If I was being picky, I might comment that his explanation of the difference between selection favouring traits that act for the good of a gene (ubiquitous), or for the good of the species as a whole (very rare) might have warranted more than a couple of pages (since this is a distinction that is frequently misunderstood). But in general, this is a book that is a pleasure to read, and that even professional biologists will find energising and exciting. The fact that Darwin’s theory makes so many predictions, none of which has ever been falsified, and the prospect of the mountain of supporting evidence becoming ever higher, makes it easy to make a further prediction: it is only a matter of time before the religious proponents of intelligent design make it a fundamental tenet of their ideology that the pattern of life has been made that way specifically to fool biologists. In which case, evolutionists can take comfort in knowing that the creator specifically had them in mind at every step of the process.

On re-reading The Origin

February 13, 2009 • 6:44 am

The journal Current Biology asked a group of us to re-read Darwin’s great book and write a few paragraphs of response; the collection, which is quite intriguing, is here. Besides my take (which is, as I’ve already mentioned, a defense of the term “Darwinism”), there are pieces by Bob May, Matt Ridley, Peter Lawrence, Matthew Cobb, Christine Nüsslein-Volhard, Mark Ptashne, Simon Conway Morris, Marlene Zuk, Andrew Berry, and Hopi Hoekstra.

It’s particularly interesting to contrast the ending of Matthew Cobb’s piece (he is an evolutionary biologist at Manchester) with that of Conway Morris’s (he is a paleontologist at Cambridge). Conway Morris, who is of course religious, contends that the human mind is not explainable by evolution, while Cobb thinks that our minds are on an evolutionary continnum with those of animals. (This of course parallels a famous disagreement between Darwin and Wallace, who had the views of Cobb and Conway Morris respectively).

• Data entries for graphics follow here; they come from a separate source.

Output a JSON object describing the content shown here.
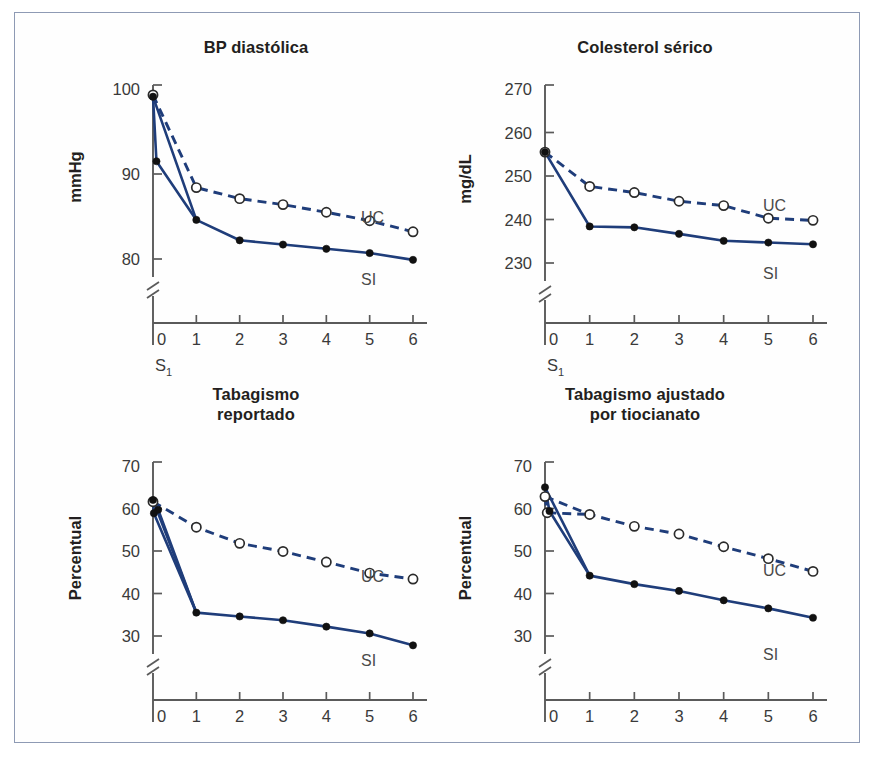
{
  "figure": {
    "background": "#ffffff",
    "border_color": "#8e9ab4",
    "line_color": "#1f3d7a",
    "panels": [
      "top_left",
      "top_right",
      "bottom_left",
      "bottom_right"
    ]
  },
  "chart_data": [
    {
      "id": "bp-diastolica",
      "type": "line",
      "title": "BP diastólica",
      "xlabel": "",
      "ylabel": "mmHg",
      "x": [
        0,
        1,
        2,
        3,
        4,
        5,
        6
      ],
      "xticklabels": [
        "0",
        "1",
        "2",
        "3",
        "4",
        "5",
        "6"
      ],
      "x_origin_note": "S1",
      "yticklabels": [
        "80",
        "90",
        "100"
      ],
      "yticks": [
        80,
        90,
        100
      ],
      "ylim": [
        77,
        101
      ],
      "axis_break": true,
      "grid": false,
      "legend_position": "inline-right",
      "series": [
        {
          "name": "UC",
          "style": "dashed",
          "marker": "open-circle",
          "values": [
            99.3,
            88.4,
            87.1,
            86.4,
            85.5,
            84.5,
            83.2
          ]
        },
        {
          "name": "SI",
          "style": "solid",
          "marker": "filled-circle",
          "values": [
            99.1,
            84.6,
            82.2,
            81.7,
            81.2,
            80.7,
            79.9
          ]
        }
      ],
      "extra_points": [
        {
          "series": "SI",
          "x": 0.08,
          "y": 91.5,
          "marker": "filled-circle"
        }
      ]
    },
    {
      "id": "colesterol-serico",
      "type": "line",
      "title": "Colesterol sérico",
      "xlabel": "",
      "ylabel": "mg/dL",
      "x": [
        0,
        1,
        2,
        3,
        4,
        5,
        6
      ],
      "xticklabels": [
        "0",
        "1",
        "2",
        "3",
        "4",
        "5",
        "6"
      ],
      "x_origin_note": "S1",
      "yticklabels": [
        "230",
        "240",
        "250",
        "260",
        "270"
      ],
      "yticks": [
        230,
        240,
        250,
        260,
        270
      ],
      "ylim": [
        226,
        271
      ],
      "axis_break": true,
      "grid": false,
      "legend_position": "inline-right",
      "series": [
        {
          "name": "UC",
          "style": "dashed",
          "marker": "open-circle",
          "values": [
            255.5,
            247.6,
            246.2,
            244.2,
            243.2,
            240.3,
            239.8
          ]
        },
        {
          "name": "SI",
          "style": "solid",
          "marker": "filled-circle",
          "values": [
            255.5,
            238.4,
            238.2,
            236.7,
            235.1,
            234.7,
            234.3
          ]
        }
      ],
      "extra_points": []
    },
    {
      "id": "tabagismo-reportado",
      "type": "line",
      "title": "Tabagismo\nreportado",
      "title_lines": [
        "Tabagismo",
        "reportado"
      ],
      "xlabel": "",
      "ylabel": "Percentual",
      "x": [
        0,
        1,
        2,
        3,
        4,
        5,
        6
      ],
      "xticklabels": [
        "0",
        "1",
        "2",
        "3",
        "4",
        "5",
        "6"
      ],
      "x_origin_note": "S1",
      "yticklabels": [
        "30",
        "40",
        "50",
        "60",
        "70"
      ],
      "yticks": [
        30,
        40,
        50,
        60,
        70
      ],
      "ylim": [
        26,
        71
      ],
      "axis_break": true,
      "grid": false,
      "legend_position": "inline-right",
      "series": [
        {
          "name": "UC",
          "style": "dashed",
          "marker": "open-circle",
          "values": [
            61.6,
            55.6,
            51.8,
            49.9,
            47.4,
            44.8,
            43.4
          ]
        },
        {
          "name": "SI",
          "style": "solid",
          "marker": "filled-circle",
          "values": [
            62.0,
            35.5,
            34.6,
            33.7,
            32.2,
            30.6,
            27.8
          ]
        }
      ],
      "extra_points": [
        {
          "series": "SI",
          "x": 0.12,
          "y": 59.7,
          "marker": "filled-circle"
        },
        {
          "series": "SI",
          "x": 0.02,
          "y": 58.9,
          "marker": "filled-circle"
        }
      ]
    },
    {
      "id": "tabagismo-ajustado-tiocianato",
      "type": "line",
      "title": "Tabagismo ajustado\npor tiocianato",
      "title_lines": [
        "Tabagismo ajustado",
        "por tiocianato"
      ],
      "xlabel": "",
      "ylabel": "Percentual",
      "x": [
        0,
        1,
        2,
        3,
        4,
        5,
        6
      ],
      "xticklabels": [
        "0",
        "1",
        "2",
        "3",
        "4",
        "5",
        "6"
      ],
      "x_origin_note": "S1",
      "yticklabels": [
        "30",
        "40",
        "50",
        "60",
        "70"
      ],
      "yticks": [
        30,
        40,
        50,
        60,
        70
      ],
      "ylim": [
        26,
        71
      ],
      "axis_break": true,
      "grid": false,
      "legend_position": "inline-right",
      "series": [
        {
          "name": "UC",
          "style": "dashed",
          "marker": "open-circle",
          "values": [
            62.8,
            58.6,
            55.8,
            54.0,
            51.0,
            48.2,
            45.2
          ]
        },
        {
          "name": "SI",
          "style": "solid",
          "marker": "filled-circle",
          "values": [
            65.0,
            44.2,
            42.2,
            40.6,
            38.4,
            36.5,
            34.3
          ]
        }
      ],
      "extra_points": [
        {
          "series": "UC",
          "x": 0.05,
          "y": 59.0,
          "marker": "open-circle"
        },
        {
          "series": "SI",
          "x": 0.1,
          "y": 59.4,
          "marker": "filled-circle"
        }
      ]
    }
  ]
}
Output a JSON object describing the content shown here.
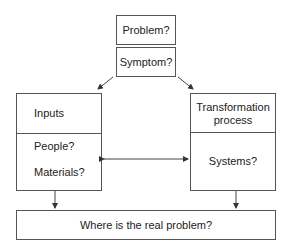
{
  "diagram": {
    "problem_box": {
      "label": "Problem?"
    },
    "symptom_box": {
      "label": "Symptom?"
    },
    "inputs_box": {
      "title": "Inputs",
      "items": [
        "People?",
        "Materials?"
      ]
    },
    "transformation_box": {
      "title_line1": "Transformation",
      "title_line2": "process",
      "items": [
        "Systems?"
      ]
    },
    "result_box": {
      "label": "Where is the real problem?"
    },
    "connectors": [
      {
        "from": "Symptom?",
        "to": "Inputs",
        "type": "arrow"
      },
      {
        "from": "Symptom?",
        "to": "Transformation process",
        "type": "arrow"
      },
      {
        "from": "Inputs",
        "to": "Transformation process",
        "type": "double-arrow"
      },
      {
        "from": "Inputs",
        "to": "Where is the real problem?",
        "type": "arrow"
      },
      {
        "from": "Transformation process",
        "to": "Where is the real problem?",
        "type": "arrow"
      }
    ],
    "colors": {
      "line": "#555555",
      "text": "#222222",
      "background": "#ffffff"
    }
  }
}
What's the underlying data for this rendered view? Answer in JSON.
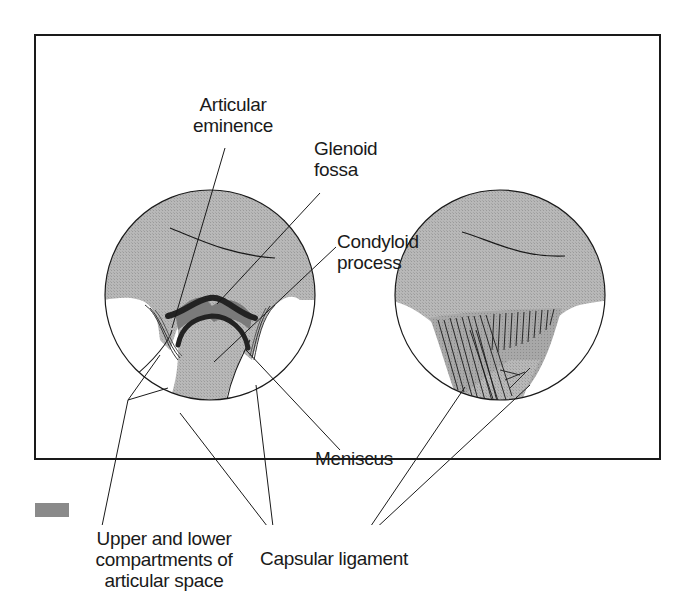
{
  "figure": {
    "colors": {
      "frame": "#1a1a1a",
      "bone_fill": "#b4b4b4",
      "meniscus_dark": "#2a2a2a",
      "meniscus_mid": "#7a7a7a",
      "background": "#ffffff"
    },
    "labels": {
      "articular_eminence": [
        "Articular",
        "eminence"
      ],
      "glenoid_fossa": [
        "Glenoid",
        "fossa"
      ],
      "condyloid_process": [
        "Condyloid",
        "process"
      ],
      "meniscus": "Meniscus",
      "compartments": [
        "Upper and lower",
        "compartments of",
        "articular space"
      ],
      "capsular_ligament": "Capsular ligament"
    },
    "panels": [
      {
        "name": "sagittal-section",
        "description": "cut-away showing meniscus and joint compartments"
      },
      {
        "name": "lateral-view",
        "description": "external view showing capsular ligament fibers"
      }
    ]
  }
}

Conway Morris of course wrote Life’s Solution: Inevitable Humans in a Lonely Universe, a very large book which, by presenting hundreds of pages of examples of evolutionary convergence (a worthwhile task, with lots of good stuff), argued that the evolution of humans was inevitable. I have argued against this view, asserting that our complex intelligence arose only once, and so is neither an example of evolutionary convergence nor inevitable.